Overloading Toppings
More toppings means more moisture, which means a soggy base. Three or four toppings maximum. Use a light hand with sauce and fresh mozzarella — too much and the centre turns into a lake. Our best results come from two toppings and good-quality ingredients.
Not Turning the Pizza
Most ovens have a hot spot near the flame. If you don’t turn the pizza 90-180 degrees halfway through (at about 30-45 seconds), one side chars while the other stays pale. This is what the turning peel is for — a quick spin at the halfway point evens everything out.
Leaving the Oven Uncovered
An uncovered pizza oven in the UK will rust, crack, or degrade within one winter. Buy the brand-specific cover on day one. It’s the single most important accessory after the peel.
For most UK gardens, our guide to choosing patio furniture applies to pizza oven setup too — consider your outdoor space, usage patterns, and how the oven fits into your existing patio layout.
Frequently Asked Questions
How much does a good pizza oven cost in the UK? A capable outdoor pizza oven starts at about £80-120 for basic wood-fired models. The sweet spot for most home cooks is £400-650 (Ooni Koda 16 or Karu 16). Premium options from Gozney and DeliVita run £1,200-1,800. Gas ovens are generally cheaper to run than wood.

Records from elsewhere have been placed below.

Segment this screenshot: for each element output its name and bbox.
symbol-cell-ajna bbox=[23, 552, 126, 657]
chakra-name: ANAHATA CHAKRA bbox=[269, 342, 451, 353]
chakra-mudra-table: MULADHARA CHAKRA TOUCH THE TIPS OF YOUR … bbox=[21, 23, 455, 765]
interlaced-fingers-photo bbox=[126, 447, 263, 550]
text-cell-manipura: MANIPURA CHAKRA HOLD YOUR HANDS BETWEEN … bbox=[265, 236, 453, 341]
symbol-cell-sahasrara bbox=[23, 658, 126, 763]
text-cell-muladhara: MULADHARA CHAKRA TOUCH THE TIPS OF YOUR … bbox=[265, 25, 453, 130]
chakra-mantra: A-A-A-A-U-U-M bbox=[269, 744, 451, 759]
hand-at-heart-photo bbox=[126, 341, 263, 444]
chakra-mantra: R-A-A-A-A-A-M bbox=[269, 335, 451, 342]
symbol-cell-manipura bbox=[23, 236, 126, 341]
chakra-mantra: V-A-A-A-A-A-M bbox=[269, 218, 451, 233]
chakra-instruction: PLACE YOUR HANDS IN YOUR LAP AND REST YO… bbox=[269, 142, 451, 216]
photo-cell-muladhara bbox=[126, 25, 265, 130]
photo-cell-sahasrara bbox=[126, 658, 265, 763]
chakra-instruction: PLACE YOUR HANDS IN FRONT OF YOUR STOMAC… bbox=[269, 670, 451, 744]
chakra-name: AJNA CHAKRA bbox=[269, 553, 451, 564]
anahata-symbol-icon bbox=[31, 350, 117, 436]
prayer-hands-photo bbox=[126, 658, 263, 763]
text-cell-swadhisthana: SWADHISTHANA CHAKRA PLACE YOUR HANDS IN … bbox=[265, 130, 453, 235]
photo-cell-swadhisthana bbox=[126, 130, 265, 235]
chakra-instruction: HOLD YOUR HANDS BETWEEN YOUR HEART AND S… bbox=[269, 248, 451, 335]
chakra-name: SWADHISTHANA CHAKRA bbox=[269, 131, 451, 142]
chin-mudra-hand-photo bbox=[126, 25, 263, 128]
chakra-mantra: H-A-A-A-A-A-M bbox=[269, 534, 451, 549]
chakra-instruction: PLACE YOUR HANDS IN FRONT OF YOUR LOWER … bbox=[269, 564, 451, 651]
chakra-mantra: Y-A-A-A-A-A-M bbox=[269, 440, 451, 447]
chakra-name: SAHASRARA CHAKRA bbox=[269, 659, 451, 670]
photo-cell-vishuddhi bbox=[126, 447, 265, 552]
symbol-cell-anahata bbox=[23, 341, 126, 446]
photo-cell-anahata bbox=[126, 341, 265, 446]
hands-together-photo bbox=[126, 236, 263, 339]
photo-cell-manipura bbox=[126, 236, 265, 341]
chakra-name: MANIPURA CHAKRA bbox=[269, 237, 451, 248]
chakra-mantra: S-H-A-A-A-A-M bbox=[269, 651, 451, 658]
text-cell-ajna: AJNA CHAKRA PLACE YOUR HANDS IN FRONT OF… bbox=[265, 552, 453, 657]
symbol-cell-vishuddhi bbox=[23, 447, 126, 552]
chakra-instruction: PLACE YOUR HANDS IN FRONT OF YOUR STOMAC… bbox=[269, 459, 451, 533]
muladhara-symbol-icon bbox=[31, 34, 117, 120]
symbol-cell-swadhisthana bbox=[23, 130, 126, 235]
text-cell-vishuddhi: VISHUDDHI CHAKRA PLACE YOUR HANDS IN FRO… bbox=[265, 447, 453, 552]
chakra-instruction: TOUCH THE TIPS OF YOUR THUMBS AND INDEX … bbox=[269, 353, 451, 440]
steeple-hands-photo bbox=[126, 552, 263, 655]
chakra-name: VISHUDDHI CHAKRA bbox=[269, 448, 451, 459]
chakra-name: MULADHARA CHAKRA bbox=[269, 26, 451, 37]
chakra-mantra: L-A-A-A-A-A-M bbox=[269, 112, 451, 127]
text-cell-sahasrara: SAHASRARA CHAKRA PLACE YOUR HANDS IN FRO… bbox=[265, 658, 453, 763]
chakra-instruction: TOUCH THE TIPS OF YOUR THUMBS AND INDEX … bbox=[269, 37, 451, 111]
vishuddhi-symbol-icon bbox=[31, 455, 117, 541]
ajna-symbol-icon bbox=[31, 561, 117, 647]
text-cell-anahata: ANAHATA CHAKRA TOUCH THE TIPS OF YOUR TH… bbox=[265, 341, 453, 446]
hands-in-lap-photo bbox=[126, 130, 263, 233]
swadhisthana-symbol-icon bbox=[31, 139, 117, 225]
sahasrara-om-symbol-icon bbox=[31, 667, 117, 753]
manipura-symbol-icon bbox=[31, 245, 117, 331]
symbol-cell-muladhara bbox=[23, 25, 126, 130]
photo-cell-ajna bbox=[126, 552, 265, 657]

Can you use a pizza oven in winter? Yes, though you’ll use more fuel to reach and maintain temperature in cold weather. Wind protection matters more in winter. Many dedicated pizza oven owners cook year-round — there’s something satisfying about making pizza in the cold with a roaring oven. Cover the oven between uses to prevent frost damage.
Do pizza ovens work on a wooden deck? Not directly — the radiant heat from the base will scorch or ignite timber decking. Place a large heat-resistant mat or concrete paving slab under the oven, extending at least 30cm beyond the oven footprint in every direction. Some manufacturers sell purpose-built deck protection mats.
How long does it take to cook a pizza in an outdoor oven? At full temperature (400-500°C), a Neapolitan-style pizza cooks in 60-90 seconds. At lower temperatures (300-350°C), expect 3-5 minutes. The cook time depends on dough thickness, topping moisture content, and stone temperature. Always check the base is done by lifting the edge with a peel.
What’s the best fuel for a pizza oven? Kiln-dried hardwood (oak, beech, birch) for the best flavour and consistent heat. Avoid softwood, treated wood, or damp logs — they produce excessive smoke and inconsistent temperatures. For gas ovens, standard propane bottles from any gas dealer work with all major brands.